Anabolism () is the set of metabolic pathways that construct like DNA or RNA from smaller units. These reactions require energy, known also as an endergonic process. Anabolism is the building-up aspect of metabolism, whereas catabolism is the breaking-down aspect. Anabolism is usually with biosynthesis.
Pathway
Polymerization, an anabolic pathway used to build macromolecules such as nucleic acids, proteins, and polysaccharides, uses condensation reactions to join monomers.
[ Alt URL] are created from smaller molecules using enzymes and cofactors.
Energy source
Anabolism is powered by catabolism, where large molecules are broken down into smaller parts and then used up in cellular respiration. Many anabolic processes are powered by the
ATP hydrolysis.
Anabolism usually involves
Redox and decreases
entropy, making it unfavorable without energy input.

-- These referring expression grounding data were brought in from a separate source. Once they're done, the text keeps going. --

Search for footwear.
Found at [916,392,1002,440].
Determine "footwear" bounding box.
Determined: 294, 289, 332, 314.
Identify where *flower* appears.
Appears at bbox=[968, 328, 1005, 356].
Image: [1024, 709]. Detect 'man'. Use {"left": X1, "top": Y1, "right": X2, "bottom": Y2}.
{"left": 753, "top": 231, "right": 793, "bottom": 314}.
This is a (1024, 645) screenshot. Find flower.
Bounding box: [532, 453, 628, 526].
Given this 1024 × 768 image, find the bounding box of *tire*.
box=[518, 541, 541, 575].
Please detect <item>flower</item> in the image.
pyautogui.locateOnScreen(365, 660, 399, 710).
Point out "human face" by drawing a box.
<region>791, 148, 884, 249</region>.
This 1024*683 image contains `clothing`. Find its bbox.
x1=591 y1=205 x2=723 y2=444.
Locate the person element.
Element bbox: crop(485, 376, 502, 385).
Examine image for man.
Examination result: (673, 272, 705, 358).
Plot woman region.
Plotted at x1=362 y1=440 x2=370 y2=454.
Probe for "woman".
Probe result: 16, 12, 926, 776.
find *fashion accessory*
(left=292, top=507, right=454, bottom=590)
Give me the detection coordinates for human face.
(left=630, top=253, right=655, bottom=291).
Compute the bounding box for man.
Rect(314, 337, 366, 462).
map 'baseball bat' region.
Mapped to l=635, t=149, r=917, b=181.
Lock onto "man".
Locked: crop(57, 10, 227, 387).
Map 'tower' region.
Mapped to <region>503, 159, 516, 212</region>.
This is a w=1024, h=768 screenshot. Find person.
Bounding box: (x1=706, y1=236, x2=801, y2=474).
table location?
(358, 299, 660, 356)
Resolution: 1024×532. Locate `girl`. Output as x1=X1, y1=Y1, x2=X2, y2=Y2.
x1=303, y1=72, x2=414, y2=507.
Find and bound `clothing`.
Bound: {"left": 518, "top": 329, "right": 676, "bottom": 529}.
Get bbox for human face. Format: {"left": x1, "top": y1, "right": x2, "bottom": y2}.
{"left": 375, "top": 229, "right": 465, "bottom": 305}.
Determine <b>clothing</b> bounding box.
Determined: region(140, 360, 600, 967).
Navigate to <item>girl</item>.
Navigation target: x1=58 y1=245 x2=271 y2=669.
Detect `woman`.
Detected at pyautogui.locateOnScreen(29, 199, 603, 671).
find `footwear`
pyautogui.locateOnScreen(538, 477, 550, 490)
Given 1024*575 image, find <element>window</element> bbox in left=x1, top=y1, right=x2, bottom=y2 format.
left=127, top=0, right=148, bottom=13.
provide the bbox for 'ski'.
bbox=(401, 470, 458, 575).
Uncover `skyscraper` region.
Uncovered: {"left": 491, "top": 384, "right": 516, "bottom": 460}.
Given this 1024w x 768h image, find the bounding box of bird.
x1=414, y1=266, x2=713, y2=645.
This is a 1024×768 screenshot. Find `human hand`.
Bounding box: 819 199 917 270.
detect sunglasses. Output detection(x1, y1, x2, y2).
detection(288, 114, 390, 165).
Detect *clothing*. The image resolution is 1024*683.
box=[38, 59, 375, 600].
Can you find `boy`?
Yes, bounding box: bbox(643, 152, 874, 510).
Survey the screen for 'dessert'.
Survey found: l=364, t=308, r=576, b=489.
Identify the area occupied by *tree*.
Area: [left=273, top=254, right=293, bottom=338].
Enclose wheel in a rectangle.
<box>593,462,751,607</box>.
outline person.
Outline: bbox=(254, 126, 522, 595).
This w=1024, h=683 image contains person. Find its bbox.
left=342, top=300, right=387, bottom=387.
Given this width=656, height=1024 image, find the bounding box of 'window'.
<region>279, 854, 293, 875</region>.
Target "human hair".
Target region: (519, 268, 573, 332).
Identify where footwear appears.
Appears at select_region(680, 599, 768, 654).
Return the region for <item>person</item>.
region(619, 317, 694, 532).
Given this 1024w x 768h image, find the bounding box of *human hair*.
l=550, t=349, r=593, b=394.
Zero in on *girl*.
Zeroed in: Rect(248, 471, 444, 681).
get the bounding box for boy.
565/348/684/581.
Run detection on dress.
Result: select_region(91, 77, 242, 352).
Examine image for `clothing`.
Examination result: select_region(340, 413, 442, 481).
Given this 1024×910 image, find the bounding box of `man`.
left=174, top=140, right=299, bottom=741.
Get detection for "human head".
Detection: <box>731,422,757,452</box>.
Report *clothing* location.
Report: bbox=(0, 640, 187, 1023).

The starting materials, called the precursor molecules, are joined using the
chemical energy made available from hydrolyzing ATP, reducing the cofactors NAD
+, NADP
+, and FAD, or performing other favorable side reactions.
Occasionally it can also be driven by
entropy without energy input, in cases like the formation of the
Lipid bilayer of a cell, where hydrophobic interactions aggregate the molecules.
Cofactors
The reducing agents NADH, NADPH, and FADH
2,
as well as metal ions,
act as cofactors at various steps in anabolic pathways. NADH, NADPH, and FADH
2 act as
, while charged metal ions within enzymes stabilize charged
on substrates.
Substrates
Substrates for anabolism are mostly intermediates taken from catabolic pathways during periods of high
energy charge in the cell.
Functions
Anabolic processes build organs and tissues. These processes produce growth and differentiation of cells and increase in body size, a process that involves synthesis of complex
. Examples of anabolic processes include the growth and mineralization of
bone and increases in
muscle mass.
Anabolic hormones
have traditionally classified
as anabolic or catabolic, depending on which part of metabolism they stimulate. The classic anabolic hormones are the
, which stimulate protein synthesis and muscle growth, and
insulin.
Photosynthetic carbohydrate synthesis
Photosynthesis in plants and certain bacteria is an anabolic process that produces
glucose,
cellulose,
starch,
, and
from CO
2.
It uses the energy produced from the light-driven reactions of photosynthesis, and creates the precursors to these large molecules via
Carbon fixation in the photosynthetic carbon reduction cycle, a.k.a. the Calvin cycle.
Amino acid biosynthesis
All amino acids are formed from intermediates in the catabolic processes of
glycolysis, the citric acid cycle, or the pentose phosphate pathway. From glycolysis, glucose 6-phosphate is a precursor for
histidine; 3-phosphoglycerate is a precursor for
glycine and
cysteine; phosphoenol pyruvate, combined with the
3-phosphoglycerate-derivative erythrose 4-phosphate, forms
tryptophan,
phenylalanine, and
tyrosine; and
Pyruvic acid is a precursor for
alanine,
valine,
leucine, and
isoleucine. From the citric acid cycle, α-ketoglutarate is converted into
Glutamic acid and subsequently
glutamine,
proline, and
arginine; and
Oxaloacetic acid is converted into
Aspartic acid and subsequently
asparagine,
methionine,
threonine, and
lysine.
Glycogen storage
During periods of high blood sugar, glucose 6-phosphate from glycolysis is diverted to the glycogen-storing pathway. It is changed to glucose-1-phosphate by phosphoglucomutase and then to
UDP-glucose by UTP--glucose-1-phosphate uridylyltransferase. Glycogen synthase adds this UDP-glucose to a glycogen chain.
Gluconeogenesis
Glucagon is traditionally a catabolic hormone, but also stimulates the anabolic process of
gluconeogenesis by the liver, and to a lesser extent the kidney cortex and intestines, during starvation to prevent
hypoglycemia.
It is the process of converting pyruvate into glucose. Pyruvate can come from the breakdown of glucose,
lactic acid, amino acids, or
glycerol.
The gluconeogenesis pathway has many reversible enzymatic processes in common with glycolysis, but it is not the process of glycolysis in reverse. It uses different irreversible enzymes to ensure the overall pathway runs in one direction only.
Regulation
Anabolism operates with separate enzymes from catalysis, which undergo irreversible steps at some point in their pathways. This allows the cell to regulate the rate of production and prevent an infinite loop, also known as a
futile cycle, from forming with catabolism.
The balance between anabolism and catabolism is sensitive to ADP and ATP, otherwise known as the energy charge of the cell. High amounts of ATP cause cells to favor the anabolic pathway and slow catabolic activity, while excess ADP slows anabolism and favors catabolism. These pathways are also regulated by , with processes such as glycolysis fluctuating to match an animal's normal periods of activity throughout the day.
Etymology
The word
anabolism is from
Neo-Latin, with roots from , "upward" and βάλλειν, "to throw".